The snake offering Eve a deep-fried apple
Look, Paula Deen’s shenanigans with the pharmaceutical company are reprehensible, but that’s far from the only reason people are getting judgy about the recent news that she has diabetes. Even when writers are careful to specify that her drug dealings are the real problem, the most venomous commentary seems reserved for the mere fact that she has diabetes. Her not admitting she has diabetes for three years is criminally negligent, they seem to feel, since she was fooling people about the health problems with her style of cooking. The logic goes like this: Paula Deen cooks extremely fattening food on television; people watch Paula Deen cook extremely fattening food on television; there is an obesity problem in America; therefore, Paula Deen is responsible for the obesity problem in America.
There are a lot of problems with that line of reasoning. Here are some numbers: her show attracts around 750k viewers. Her magazine guarantees advertisers 600,000 readers. She sold about 97,000 books in 2010, and has sold 4.5 million books over the course of her career. Are those a lot of things? Sure! But they represent a minute portion of the US population, somewhere between one and two percent even at the most generous formulation of the reach of her empire. People like Deen are useful representatives of a particular eating style. But are they the cause of that eating style? I don’t think so. If we’re pinning the obesity problem in America on something, it would be something more like the combination of:
- Changes in the economy requiring family members to spend more time per capita at work than in the home, resulting in more prepared than home-cooked food being served.
- Food subsidies making unhealthy ingredients cheaper than healthy ones.
- Restaurants being more accessible than sources of fresh, healthy food.
Rising along with this is a culture of abundance where pleasing food is cheaper than ever before, food lasts longer than ever before, it’s more possible for us to have careers that don’t slowly destroy our body (but afford us fewer opportunities to move around), and there are more enjoyable but also more sedentary forms of leisure. So on the one hand we have a series of public policy fuck-ups; on the other, we have some real progress in our standard of living. The former we need to reverse, but not the latter, and I think Deen belongs firmly to the latter. The culture of abundance has certainly produced some unintended problems, and these need to be addressed, but it seems to me they are really problematic (as opposed to the illusorily problematic nature of food-releated illness being the more common cause of death largely because we’ve been so successful at curbing all the other ones) because of issues that have nothing to do with Paula Deen deep-frying different things.
There are lots of other issues here (s.e. smith addresses many of them in this piece) but I don’t get a sense that Deen-bashers are particularly interested in them. As long as we attribute the rise of obesity as a public health problem to Americans’ lack of willpower or stupidity (or even media effects particularly), we’ll keep endorsing conservative solutions that emphasize “personal responsibility” over the sort of large-scale public policy fixes that the Obama administration has been so good about encouraging. Paula Deen is not the problem. Poverty is the problem.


**WHAT THIS TASK INVOLVES:**
Keep the pictures out, please, and set down every record exactly.
(EXERCISE DATA Opens)
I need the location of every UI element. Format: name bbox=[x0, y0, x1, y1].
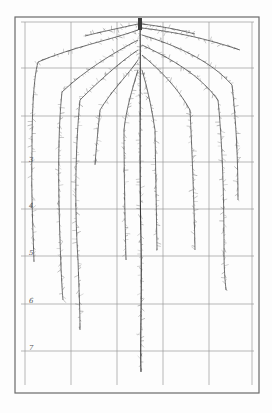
depth-label: 4 bbox=[29, 203, 33, 210]
depth-label: 7 bbox=[29, 345, 33, 352]
root-top-left-spray bbox=[85, 24, 138, 36]
root-far-right bbox=[142, 28, 240, 50]
root-left-4 bbox=[95, 60, 138, 165]
root-left-3 bbox=[76, 50, 138, 330]
depth-label: 6 bbox=[29, 298, 33, 305]
root-far-left bbox=[32, 30, 138, 262]
stem-crown bbox=[138, 18, 142, 30]
root-system-figure: 34567 bbox=[0, 0, 272, 413]
depth-label: 5 bbox=[29, 250, 33, 257]
root-left-5 bbox=[124, 70, 138, 260]
depth-label: 3 bbox=[29, 157, 33, 164]
figure-canvas bbox=[0, 0, 272, 413]
root-right-5 bbox=[142, 70, 157, 250]
measurement-grid bbox=[21, 22, 254, 385]
root-right-3 bbox=[142, 45, 226, 290]
root-right-4 bbox=[142, 55, 195, 250]
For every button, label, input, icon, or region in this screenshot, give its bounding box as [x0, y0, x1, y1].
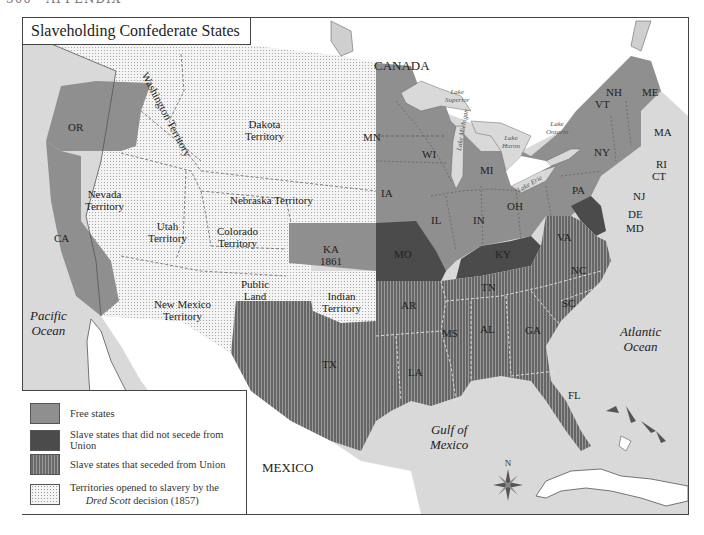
label-nj: NJ: [633, 190, 645, 202]
label-canada: CANADA: [374, 60, 430, 72]
label-ga: GA: [525, 324, 541, 336]
label-vt: VT: [595, 98, 610, 110]
label-fl: FL: [568, 389, 581, 401]
label-dakota-territory: DakotaTerritory: [245, 118, 284, 142]
label-de: DE: [628, 208, 643, 220]
label-utah-territory: UtahTerritory: [148, 220, 187, 244]
legend-item-seceded: Slave states that seceded from Union: [30, 454, 225, 475]
label-mexico: MEXICO: [262, 462, 313, 474]
label-tn: TN: [481, 281, 496, 293]
label-la: LA: [408, 366, 423, 378]
legend-item-no-secede: Slave states that did not secede from Un…: [30, 429, 246, 451]
label-indian-territory: IndianTerritory: [322, 290, 361, 314]
label-md: MD: [626, 222, 644, 234]
label-oh: OH: [507, 200, 523, 212]
label-lake-ontario: LakeOntario: [546, 120, 568, 136]
label-atlantic-ocean: AtlanticOcean: [620, 324, 661, 354]
territory-swatch: [30, 484, 60, 505]
label-ms: MS: [442, 327, 458, 339]
svg-text:N: N: [505, 458, 512, 468]
label-ma: MA: [654, 126, 672, 138]
label-va: VA: [557, 231, 571, 243]
label-nevada-territory: NevadaTerritory: [85, 188, 124, 212]
label-tx: TX: [322, 358, 337, 370]
label-mi: MI: [480, 164, 493, 176]
label-il: IL: [431, 214, 441, 226]
seceded-swatch: [30, 454, 60, 475]
label-al: AL: [480, 323, 495, 335]
label-me: ME: [642, 86, 659, 98]
cuba: [536, 469, 688, 506]
label-ct: CT: [652, 170, 666, 182]
label-nebraska-territory: Nebraska Territory: [230, 194, 313, 206]
map-legend: Free states Slave states that did not se…: [22, 390, 247, 514]
label-lake-superior: LakeSuperior: [445, 88, 470, 104]
label-ca: CA: [54, 232, 69, 244]
compass-rose-icon: N: [488, 458, 528, 503]
label-gulf-of-mexico: Gulf ofMexico: [430, 422, 468, 452]
label-lake-huron: LakeHuron: [502, 134, 520, 150]
label-sc: SC: [562, 297, 575, 309]
free-swatch: [30, 403, 60, 424]
label-colorado-territory: ColoradoTerritory: [217, 225, 258, 249]
label-ky: KY: [495, 248, 511, 260]
label-ia: IA: [381, 187, 393, 199]
label-ny: NY: [594, 146, 610, 158]
label-pa: PA: [572, 184, 585, 196]
legend-item-territory: Territories opened to slavery by the Dre…: [30, 481, 219, 507]
map-title: Slaveholding Confederate States: [22, 17, 251, 45]
label-mn: MN: [363, 131, 381, 143]
label-nh: NH: [606, 86, 622, 98]
state-or: [46, 81, 151, 151]
label-ar: AR: [401, 299, 416, 311]
label-public-land: PublicLand: [241, 278, 269, 302]
label-new-mexico-territory: New MexicoTerritory: [154, 298, 211, 322]
label-mo: MO: [394, 248, 412, 260]
label-nc: NC: [571, 264, 586, 276]
label-wi: WI: [422, 148, 436, 160]
label-or: OR: [68, 121, 83, 133]
label-ka: KA1861: [320, 243, 342, 267]
legend-item-free: Free states: [30, 403, 115, 424]
label-in: IN: [473, 214, 485, 226]
label-ri: RI: [656, 158, 667, 170]
label-pacific-ocean: PacificOcean: [30, 308, 67, 338]
no-secede-swatch: [30, 430, 60, 451]
page-header: 300 · APPENDIX: [6, 0, 121, 6]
(EXERCISE DATA Closes)
**EXERCISE RESULT:**
I need the location of every UI element. Format: name bbox=[x0, y0, x1, y1].
depth-label: 4 bbox=[29, 203, 33, 210]
depth-label: 7 bbox=[29, 345, 33, 352]
root-top-left-spray bbox=[85, 24, 138, 36]
root-far-right bbox=[142, 28, 240, 50]
root-left-4 bbox=[95, 60, 138, 165]
root-left-3 bbox=[76, 50, 138, 330]
depth-label: 6 bbox=[29, 298, 33, 305]
root-far-left bbox=[32, 30, 138, 262]
stem-crown bbox=[138, 18, 142, 30]
root-system-figure: 34567 bbox=[0, 0, 272, 413]
depth-label: 5 bbox=[29, 250, 33, 257]
root-left-5 bbox=[124, 70, 138, 260]
depth-label: 3 bbox=[29, 157, 33, 164]
figure-canvas bbox=[0, 0, 272, 413]
root-right-5 bbox=[142, 70, 157, 250]
measurement-grid bbox=[21, 22, 254, 385]
root-right-3 bbox=[142, 45, 226, 290]
root-right-4 bbox=[142, 55, 195, 250]
For every button, label, input, icon, or region in this screenshot, give its bounding box as [x0, y0, x1, y1].
label-nj: NJ: [633, 190, 645, 202]
label-canada: CANADA: [374, 60, 430, 72]
label-ga: GA: [525, 324, 541, 336]
label-vt: VT: [595, 98, 610, 110]
label-fl: FL: [568, 389, 581, 401]
label-dakota-territory: DakotaTerritory: [245, 118, 284, 142]
label-de: DE: [628, 208, 643, 220]
label-utah-territory: UtahTerritory: [148, 220, 187, 244]
legend-item-seceded: Slave states that seceded from Union: [30, 454, 225, 475]
label-mexico: MEXICO: [262, 462, 313, 474]
label-tn: TN: [481, 281, 496, 293]
label-la: LA: [408, 366, 423, 378]
legend-item-no-secede: Slave states that did not secede from Un…: [30, 429, 246, 451]
label-indian-territory: IndianTerritory: [322, 290, 361, 314]
label-md: MD: [626, 222, 644, 234]
label-oh: OH: [507, 200, 523, 212]
label-lake-ontario: LakeOntario: [546, 120, 568, 136]
label-atlantic-ocean: AtlanticOcean: [620, 324, 661, 354]
territory-swatch: [30, 484, 60, 505]
label-ms: MS: [442, 327, 458, 339]
svg-text:N: N: [505, 458, 512, 468]
label-ma: MA: [654, 126, 672, 138]
label-va: VA: [557, 231, 571, 243]
label-nevada-territory: NevadaTerritory: [85, 188, 124, 212]
label-tx: TX: [322, 358, 337, 370]
label-mi: MI: [480, 164, 493, 176]
label-il: IL: [431, 214, 441, 226]
seceded-swatch: [30, 454, 60, 475]
label-al: AL: [480, 323, 495, 335]
label-me: ME: [642, 86, 659, 98]
cuba: [536, 469, 688, 506]
label-ct: CT: [652, 170, 666, 182]
label-nebraska-territory: Nebraska Territory: [230, 194, 313, 206]
map-legend: Free states Slave states that did not se…: [22, 390, 247, 514]
label-lake-superior: LakeSuperior: [445, 88, 470, 104]
label-ca: CA: [54, 232, 69, 244]
compass-rose-icon: N: [488, 458, 528, 503]
label-gulf-of-mexico: Gulf ofMexico: [430, 422, 468, 452]
label-lake-huron: LakeHuron: [502, 134, 520, 150]
label-sc: SC: [562, 297, 575, 309]
free-swatch: [30, 403, 60, 424]
label-colorado-territory: ColoradoTerritory: [217, 225, 258, 249]
label-ky: KY: [495, 248, 511, 260]
label-ia: IA: [381, 187, 393, 199]
label-ny: NY: [594, 146, 610, 158]
label-pa: PA: [572, 184, 585, 196]
legend-item-territory: Territories opened to slavery by the Dre…: [30, 481, 219, 507]
map-title: Slaveholding Confederate States: [22, 17, 251, 45]
label-mn: MN: [363, 131, 381, 143]
label-nh: NH: [606, 86, 622, 98]
state-or: [46, 81, 151, 151]
label-ar: AR: [401, 299, 416, 311]
label-public-land: PublicLand: [241, 278, 269, 302]
label-new-mexico-territory: New MexicoTerritory: [154, 298, 211, 322]
label-mo: MO: [394, 248, 412, 260]
label-nc: NC: [571, 264, 586, 276]
label-wi: WI: [422, 148, 436, 160]
label-or: OR: [68, 121, 83, 133]
label-ka: KA1861: [320, 243, 342, 267]
legend-item-free: Free states: [30, 403, 115, 424]
label-in: IN: [473, 214, 485, 226]
label-ri: RI: [656, 158, 667, 170]
label-pacific-ocean: PacificOcean: [30, 308, 67, 338]
no-secede-swatch: [30, 430, 60, 451]
page-header: 300 · APPENDIX: [6, 0, 121, 6]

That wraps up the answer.